The Asian Age

A live- action video game crossed with an overwritte­n screenplay

- By arrangemen­t with Asia Features RICHARD ROEPER

Deep into the gruesome, action- packed, explosionf­illed and convoluted mess that is Mile 22, somebody throws a quiet verbal jab in the direction of Mark Wahlberg’s black ops specialist, James Silva.

Silva takes a beat. What did that guy just say?

It’s almost as if our anti- hero has absorbed such a pounding, taken such a pummelling, been knocked around so much, he’s virtually numb to whatever happens next.

We know how he feels. Mile 22 is the fourth collaborat­ion in recent years between director Peter Berg, who really knows how to shoot kinetic, fast- paced action scenes as well as rapid- cut hand- tohand combat sequences, and Wahlberg, who of course really

knows how to carry such movies.

Lone Survivor ( 2013), Deepwater Horizon ( 2016) and Patriots

Day ( 2016) were all inspired by true stories, and though one might have occasional­ly winced at the notion of real- life tragedies being turned into vehicles for Mark Wahlberg action movies, all three films were solid efforts, made with respect for the actual heroes.

Now comes the purely fictional CIA thriller Mile 22, and though it crackles with energy and has some impressive albeit gratuitous­ly bloody kill sequences, the big picture plot is a dud, up to and including the prepostero­us final scenes.

As the body count piles up and various characters get shot, stabbed, kicked, punched, bludgeoned and otherwise reduced to a pulp, our emotional investment in the ( relatively) good guys remains at a minimum, because we know so little about them. This film plays like a live- action video game crossed with an overwritte­n screenplay in which characters occasional­ly take a break from the action to rattle off super- speedy, tongue- twisting dialogue that was probably a lot more fun for the actors to deliver than it is for us to withstand.

Wahlberg’s Silva, we’re told, was a hyperactiv­e, super- intelligen­t, overly aggressive kid, prone to outbursts. If that’s not baggage enough, as a young boy he was the lone survivor of a terrible accident that wiped out the rest of his family.

When Silva was a kid, a therapist gave him a rubber band and told him to snap his wrist every time his mind started moving too quickly and he could feel his temper heating up.

Some 30 years later, Silva is still regularly snapping the rubber band, which leads us to believe maybe that little technique didn’t quite do the trick.

Silva is the leader of an elite band of CIA paramilita­ry operatives who don’t officially exist. ( Gee, there’s an original concept.) His team includes Alice ( Lauren Cohan from The Walking Dead), a divorced mother with a young daughter, and also Sam ( Ronda Rousey) and couple

Though it crackles with energy and has some impressive albeit gratuitous­ly bloody kill sequences, the big picture plot is a dud, up to and including the prepostero­us final scenes

of dudes, and I can’t tell you anything more about Sam or those dudes because the movie doesn’t tell us anything about them.

To say Silva believes in tough love is to understate the matter. His primary means of motivation is to scream like a maniac in the face of subordinat­es, while rattling off historical facts like a human Wikipedia. When one of his team members gets shot, he tells him to suck it up and get tough.

Hmmm, maybe Silva isn’t the right guy to lead a team of offthegrid CIA operatives on highlevel missions with tens of millions of lives at stake. This guy makes the likes of Ethan Hunt, Jason Bourne and James Bond look like very stable geniuses.

The Mile 22 of the title refers to a 22- mile route in a war- torn Southeast Asia country that Silva and team must navigate in order to safely transport one Li Noor ( Iko Uwais), a valuable asset who will only reveal the code to an all- important file ( there’s always an all- important file) once he’s on a plane bound for America. Get him to safety, and then he’ll give you the code! But not before that!

Of course, there’s a seemingly endless supply of anonymous, well- armed henchmen in cars and on motorcycle­s and on foot nearly every mile along the way, doing their bloody best to kill Team Silva and that human asset.

I liked Iko Uwais as the asset, Li Noor. Even when he’s in handcuffs, he’s a fantastica­lly creative fighter, capable of taking down growling, snarling villains two at a time.

Oh, and we’d be remiss if we didn’t mention Silva’s supervisor­s — not one but two Steppenwol­f legends. Terry Kinney plays Porter, who interacts with Silva in person, and John Malkovich is Bishop, who ( along with his team of computer geniuses) oversees every mission from a remote locale. They’re both great, as usual, spinning their lines with the same creativity and energy they’d employ if they were in a much better film.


» Work instruction: Go through the material and tally the lines containing the string "ticks". Give the total alone.

» Provided records:
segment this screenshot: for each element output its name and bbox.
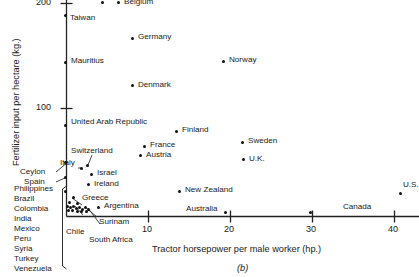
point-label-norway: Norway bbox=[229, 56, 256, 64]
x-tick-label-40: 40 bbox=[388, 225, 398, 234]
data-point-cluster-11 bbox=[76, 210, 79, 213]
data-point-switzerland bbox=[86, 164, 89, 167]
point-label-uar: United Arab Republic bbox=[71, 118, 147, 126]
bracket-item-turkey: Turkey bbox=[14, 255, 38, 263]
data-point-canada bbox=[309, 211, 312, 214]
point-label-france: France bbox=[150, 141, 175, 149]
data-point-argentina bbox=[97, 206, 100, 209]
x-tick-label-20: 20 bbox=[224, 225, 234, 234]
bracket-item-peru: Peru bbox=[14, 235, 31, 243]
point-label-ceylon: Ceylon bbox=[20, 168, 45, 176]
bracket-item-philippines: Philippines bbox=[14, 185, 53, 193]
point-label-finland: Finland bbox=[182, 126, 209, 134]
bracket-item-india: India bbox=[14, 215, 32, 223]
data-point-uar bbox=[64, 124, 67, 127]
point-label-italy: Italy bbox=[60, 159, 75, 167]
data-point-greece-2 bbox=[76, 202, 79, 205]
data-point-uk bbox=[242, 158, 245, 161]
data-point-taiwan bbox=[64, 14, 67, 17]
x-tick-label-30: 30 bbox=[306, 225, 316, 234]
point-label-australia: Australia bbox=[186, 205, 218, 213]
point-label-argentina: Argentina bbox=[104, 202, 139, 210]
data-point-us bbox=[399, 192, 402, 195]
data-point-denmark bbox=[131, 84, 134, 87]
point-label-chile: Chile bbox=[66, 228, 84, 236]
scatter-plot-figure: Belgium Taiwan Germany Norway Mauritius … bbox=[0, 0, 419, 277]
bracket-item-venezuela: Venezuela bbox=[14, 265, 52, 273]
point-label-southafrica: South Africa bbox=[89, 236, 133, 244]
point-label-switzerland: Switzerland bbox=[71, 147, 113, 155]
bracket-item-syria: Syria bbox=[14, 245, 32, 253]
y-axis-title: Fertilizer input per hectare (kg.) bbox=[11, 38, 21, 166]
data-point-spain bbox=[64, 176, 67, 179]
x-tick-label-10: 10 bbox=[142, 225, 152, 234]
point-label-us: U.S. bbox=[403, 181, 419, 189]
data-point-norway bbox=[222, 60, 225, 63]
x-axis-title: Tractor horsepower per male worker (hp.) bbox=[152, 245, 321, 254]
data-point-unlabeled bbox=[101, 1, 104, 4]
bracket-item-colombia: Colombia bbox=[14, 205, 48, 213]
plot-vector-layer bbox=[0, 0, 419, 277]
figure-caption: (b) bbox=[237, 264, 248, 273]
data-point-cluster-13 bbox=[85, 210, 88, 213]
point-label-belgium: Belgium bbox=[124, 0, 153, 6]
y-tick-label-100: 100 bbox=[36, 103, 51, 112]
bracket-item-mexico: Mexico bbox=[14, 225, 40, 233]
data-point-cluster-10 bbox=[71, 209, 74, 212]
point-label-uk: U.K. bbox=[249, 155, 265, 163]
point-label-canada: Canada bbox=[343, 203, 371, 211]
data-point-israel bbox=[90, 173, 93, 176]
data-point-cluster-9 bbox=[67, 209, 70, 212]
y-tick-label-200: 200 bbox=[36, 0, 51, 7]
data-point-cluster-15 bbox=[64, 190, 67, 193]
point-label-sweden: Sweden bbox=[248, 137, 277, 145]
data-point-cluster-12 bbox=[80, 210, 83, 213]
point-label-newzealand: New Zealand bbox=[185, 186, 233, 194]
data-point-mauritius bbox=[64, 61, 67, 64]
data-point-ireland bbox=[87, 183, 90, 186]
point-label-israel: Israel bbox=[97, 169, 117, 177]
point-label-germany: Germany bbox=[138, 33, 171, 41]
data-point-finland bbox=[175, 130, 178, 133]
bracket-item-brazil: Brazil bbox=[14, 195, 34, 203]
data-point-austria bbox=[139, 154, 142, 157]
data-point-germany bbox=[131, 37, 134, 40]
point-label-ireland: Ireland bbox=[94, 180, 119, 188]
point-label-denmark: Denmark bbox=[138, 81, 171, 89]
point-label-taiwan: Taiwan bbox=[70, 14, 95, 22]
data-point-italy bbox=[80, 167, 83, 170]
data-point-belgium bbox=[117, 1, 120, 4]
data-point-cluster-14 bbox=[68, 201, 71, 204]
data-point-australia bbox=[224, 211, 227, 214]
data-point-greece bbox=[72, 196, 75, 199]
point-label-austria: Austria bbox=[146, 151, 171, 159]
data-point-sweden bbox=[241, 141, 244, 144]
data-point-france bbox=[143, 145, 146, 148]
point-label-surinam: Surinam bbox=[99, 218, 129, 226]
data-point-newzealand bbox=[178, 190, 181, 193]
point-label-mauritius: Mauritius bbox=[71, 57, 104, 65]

...

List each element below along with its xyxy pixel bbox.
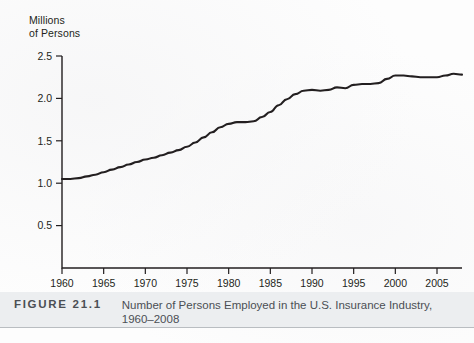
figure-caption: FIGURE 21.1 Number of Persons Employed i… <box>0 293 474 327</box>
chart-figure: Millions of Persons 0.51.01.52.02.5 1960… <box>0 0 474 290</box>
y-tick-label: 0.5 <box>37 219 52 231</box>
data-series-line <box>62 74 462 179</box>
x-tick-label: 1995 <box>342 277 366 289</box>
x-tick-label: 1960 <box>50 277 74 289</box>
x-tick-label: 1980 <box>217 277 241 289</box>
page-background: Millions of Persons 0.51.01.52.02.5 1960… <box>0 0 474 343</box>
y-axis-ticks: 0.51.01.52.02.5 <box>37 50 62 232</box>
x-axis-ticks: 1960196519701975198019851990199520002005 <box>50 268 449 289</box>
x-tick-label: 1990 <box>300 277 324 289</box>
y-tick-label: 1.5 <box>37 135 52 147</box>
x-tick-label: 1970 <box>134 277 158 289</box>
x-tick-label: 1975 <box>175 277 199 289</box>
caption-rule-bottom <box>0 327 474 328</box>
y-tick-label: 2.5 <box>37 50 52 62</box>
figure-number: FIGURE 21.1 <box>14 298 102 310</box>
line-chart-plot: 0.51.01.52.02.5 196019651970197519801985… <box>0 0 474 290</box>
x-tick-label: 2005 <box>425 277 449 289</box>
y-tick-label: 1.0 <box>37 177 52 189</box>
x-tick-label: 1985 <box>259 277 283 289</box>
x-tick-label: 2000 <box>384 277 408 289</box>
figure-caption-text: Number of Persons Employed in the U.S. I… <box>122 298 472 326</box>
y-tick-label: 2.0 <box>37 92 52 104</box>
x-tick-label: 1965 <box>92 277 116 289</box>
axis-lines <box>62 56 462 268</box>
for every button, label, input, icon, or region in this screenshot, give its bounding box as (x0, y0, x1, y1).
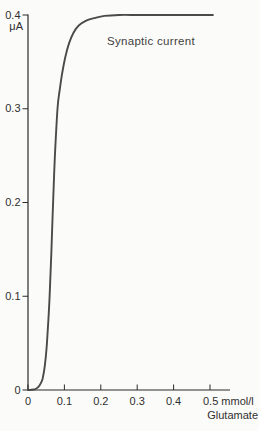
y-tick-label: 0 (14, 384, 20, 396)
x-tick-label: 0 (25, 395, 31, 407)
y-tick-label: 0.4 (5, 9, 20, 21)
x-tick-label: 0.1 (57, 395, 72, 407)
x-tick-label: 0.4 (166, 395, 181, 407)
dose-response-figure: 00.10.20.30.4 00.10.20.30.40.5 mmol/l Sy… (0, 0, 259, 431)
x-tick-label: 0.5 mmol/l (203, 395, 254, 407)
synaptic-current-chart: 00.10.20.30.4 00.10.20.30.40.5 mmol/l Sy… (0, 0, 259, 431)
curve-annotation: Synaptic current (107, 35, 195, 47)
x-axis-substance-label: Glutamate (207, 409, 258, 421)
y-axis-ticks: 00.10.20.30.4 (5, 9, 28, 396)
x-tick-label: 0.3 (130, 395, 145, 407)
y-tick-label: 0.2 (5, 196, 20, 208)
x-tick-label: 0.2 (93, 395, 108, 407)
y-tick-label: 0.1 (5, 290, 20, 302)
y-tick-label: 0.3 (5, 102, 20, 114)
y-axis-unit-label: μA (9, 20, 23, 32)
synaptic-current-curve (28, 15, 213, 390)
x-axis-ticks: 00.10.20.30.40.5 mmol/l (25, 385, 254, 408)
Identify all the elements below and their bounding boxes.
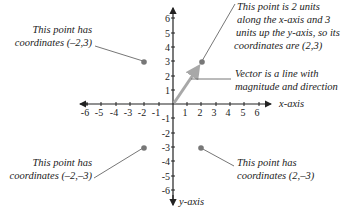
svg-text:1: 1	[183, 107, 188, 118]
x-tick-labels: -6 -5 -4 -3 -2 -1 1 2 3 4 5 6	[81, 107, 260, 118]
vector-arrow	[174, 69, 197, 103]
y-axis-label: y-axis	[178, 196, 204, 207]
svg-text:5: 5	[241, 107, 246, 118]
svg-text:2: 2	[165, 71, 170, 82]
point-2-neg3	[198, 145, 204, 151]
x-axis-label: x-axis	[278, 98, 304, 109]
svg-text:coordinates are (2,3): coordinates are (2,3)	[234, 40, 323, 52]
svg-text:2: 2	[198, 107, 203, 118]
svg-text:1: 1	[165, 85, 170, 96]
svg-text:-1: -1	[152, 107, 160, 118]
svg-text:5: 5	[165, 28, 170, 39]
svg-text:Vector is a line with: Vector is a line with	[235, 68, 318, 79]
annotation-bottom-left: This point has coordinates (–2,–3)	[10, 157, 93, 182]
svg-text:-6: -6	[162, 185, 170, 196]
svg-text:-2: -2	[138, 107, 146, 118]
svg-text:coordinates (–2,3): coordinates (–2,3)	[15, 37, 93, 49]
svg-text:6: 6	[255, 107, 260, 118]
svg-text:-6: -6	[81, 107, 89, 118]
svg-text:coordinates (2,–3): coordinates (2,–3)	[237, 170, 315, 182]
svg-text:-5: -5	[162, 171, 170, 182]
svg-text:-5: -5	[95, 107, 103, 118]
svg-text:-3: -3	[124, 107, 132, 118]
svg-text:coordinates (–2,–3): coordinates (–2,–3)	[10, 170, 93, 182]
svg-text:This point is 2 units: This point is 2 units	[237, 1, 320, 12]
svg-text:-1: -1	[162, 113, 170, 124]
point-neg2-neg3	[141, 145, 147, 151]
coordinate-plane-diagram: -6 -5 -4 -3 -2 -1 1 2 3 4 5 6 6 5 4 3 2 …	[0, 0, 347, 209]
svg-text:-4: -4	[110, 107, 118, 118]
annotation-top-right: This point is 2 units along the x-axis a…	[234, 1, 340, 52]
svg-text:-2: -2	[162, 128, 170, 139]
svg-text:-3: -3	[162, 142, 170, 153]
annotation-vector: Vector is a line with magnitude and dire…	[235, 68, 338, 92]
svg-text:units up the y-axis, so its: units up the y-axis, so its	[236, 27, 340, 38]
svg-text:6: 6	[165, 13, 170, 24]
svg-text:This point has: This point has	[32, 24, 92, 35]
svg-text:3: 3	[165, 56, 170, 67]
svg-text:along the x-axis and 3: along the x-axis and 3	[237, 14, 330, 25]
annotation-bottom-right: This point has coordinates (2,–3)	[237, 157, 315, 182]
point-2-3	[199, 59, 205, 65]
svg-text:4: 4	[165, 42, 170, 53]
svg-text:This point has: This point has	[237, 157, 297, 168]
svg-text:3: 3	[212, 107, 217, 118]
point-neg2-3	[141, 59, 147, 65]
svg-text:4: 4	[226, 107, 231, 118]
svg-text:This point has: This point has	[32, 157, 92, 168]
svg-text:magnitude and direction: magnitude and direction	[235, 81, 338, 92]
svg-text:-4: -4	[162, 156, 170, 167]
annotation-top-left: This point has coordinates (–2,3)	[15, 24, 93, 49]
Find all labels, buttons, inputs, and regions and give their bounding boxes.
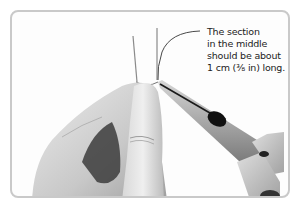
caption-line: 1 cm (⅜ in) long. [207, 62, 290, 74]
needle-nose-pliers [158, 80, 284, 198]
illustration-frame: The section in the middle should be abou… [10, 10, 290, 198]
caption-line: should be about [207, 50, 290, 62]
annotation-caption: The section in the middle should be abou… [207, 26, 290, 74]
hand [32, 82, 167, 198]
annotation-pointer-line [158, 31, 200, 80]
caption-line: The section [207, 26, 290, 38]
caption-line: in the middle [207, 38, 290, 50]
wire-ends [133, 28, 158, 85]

==

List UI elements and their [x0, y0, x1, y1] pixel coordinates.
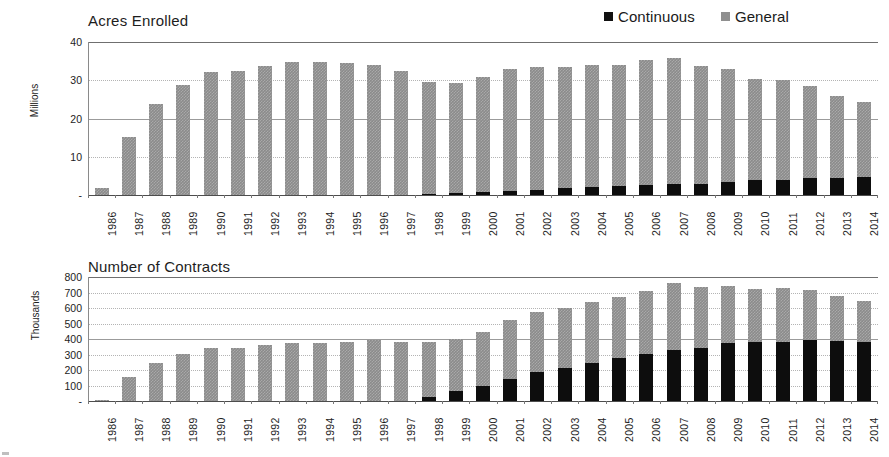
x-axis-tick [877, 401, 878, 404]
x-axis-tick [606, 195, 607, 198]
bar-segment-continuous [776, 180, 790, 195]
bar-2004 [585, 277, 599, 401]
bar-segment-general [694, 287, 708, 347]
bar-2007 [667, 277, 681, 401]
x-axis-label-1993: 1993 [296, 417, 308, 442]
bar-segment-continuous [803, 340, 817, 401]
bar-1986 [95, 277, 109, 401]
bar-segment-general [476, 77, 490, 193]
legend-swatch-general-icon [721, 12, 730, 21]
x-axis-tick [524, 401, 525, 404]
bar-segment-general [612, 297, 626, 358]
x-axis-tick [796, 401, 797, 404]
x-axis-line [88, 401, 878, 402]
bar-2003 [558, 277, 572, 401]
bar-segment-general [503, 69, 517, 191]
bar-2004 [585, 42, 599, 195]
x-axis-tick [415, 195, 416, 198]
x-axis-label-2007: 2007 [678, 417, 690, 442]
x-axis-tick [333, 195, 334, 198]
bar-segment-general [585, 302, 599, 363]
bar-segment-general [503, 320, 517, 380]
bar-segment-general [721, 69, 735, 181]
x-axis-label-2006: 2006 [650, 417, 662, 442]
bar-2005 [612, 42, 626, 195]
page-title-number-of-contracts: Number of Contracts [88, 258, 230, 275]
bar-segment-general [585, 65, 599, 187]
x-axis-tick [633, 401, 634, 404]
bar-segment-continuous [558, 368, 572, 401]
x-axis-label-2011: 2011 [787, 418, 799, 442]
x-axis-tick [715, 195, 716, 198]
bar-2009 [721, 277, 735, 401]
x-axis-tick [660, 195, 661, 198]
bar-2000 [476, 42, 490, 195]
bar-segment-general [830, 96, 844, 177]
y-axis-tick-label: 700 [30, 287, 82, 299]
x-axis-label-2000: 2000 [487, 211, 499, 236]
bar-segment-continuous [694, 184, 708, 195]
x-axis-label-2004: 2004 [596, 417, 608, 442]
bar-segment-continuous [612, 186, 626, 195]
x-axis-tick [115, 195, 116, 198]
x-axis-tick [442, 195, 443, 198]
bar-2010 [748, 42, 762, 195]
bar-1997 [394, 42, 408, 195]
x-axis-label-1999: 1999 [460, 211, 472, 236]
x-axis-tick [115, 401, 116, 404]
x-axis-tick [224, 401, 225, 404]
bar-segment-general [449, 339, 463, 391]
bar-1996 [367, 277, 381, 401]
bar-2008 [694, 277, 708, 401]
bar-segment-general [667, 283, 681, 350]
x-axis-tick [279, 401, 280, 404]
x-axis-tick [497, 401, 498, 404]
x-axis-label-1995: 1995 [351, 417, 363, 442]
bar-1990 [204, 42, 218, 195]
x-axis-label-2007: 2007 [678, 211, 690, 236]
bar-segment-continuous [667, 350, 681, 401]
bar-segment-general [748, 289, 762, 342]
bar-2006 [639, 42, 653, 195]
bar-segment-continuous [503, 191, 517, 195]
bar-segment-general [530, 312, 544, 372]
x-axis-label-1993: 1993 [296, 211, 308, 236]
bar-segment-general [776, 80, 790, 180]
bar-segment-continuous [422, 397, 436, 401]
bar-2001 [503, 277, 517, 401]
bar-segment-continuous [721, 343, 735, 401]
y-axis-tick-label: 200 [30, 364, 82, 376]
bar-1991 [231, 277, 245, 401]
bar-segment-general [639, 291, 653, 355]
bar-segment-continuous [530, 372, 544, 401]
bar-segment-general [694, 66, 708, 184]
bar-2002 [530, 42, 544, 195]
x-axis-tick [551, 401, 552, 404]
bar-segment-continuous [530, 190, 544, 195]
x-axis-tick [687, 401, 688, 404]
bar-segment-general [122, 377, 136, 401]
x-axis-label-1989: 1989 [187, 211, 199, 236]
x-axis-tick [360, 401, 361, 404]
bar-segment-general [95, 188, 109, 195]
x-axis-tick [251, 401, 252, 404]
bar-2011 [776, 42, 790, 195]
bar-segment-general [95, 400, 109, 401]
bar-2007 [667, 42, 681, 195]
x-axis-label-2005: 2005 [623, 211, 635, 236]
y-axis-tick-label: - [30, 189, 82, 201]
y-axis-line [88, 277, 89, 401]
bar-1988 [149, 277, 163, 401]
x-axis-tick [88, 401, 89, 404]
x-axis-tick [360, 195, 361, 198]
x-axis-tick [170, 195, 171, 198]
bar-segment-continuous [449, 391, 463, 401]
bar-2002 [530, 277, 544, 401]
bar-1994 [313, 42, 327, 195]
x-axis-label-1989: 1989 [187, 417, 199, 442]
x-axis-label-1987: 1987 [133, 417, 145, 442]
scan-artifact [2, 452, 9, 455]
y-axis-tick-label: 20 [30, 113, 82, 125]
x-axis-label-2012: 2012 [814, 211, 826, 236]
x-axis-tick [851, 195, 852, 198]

» Response: 4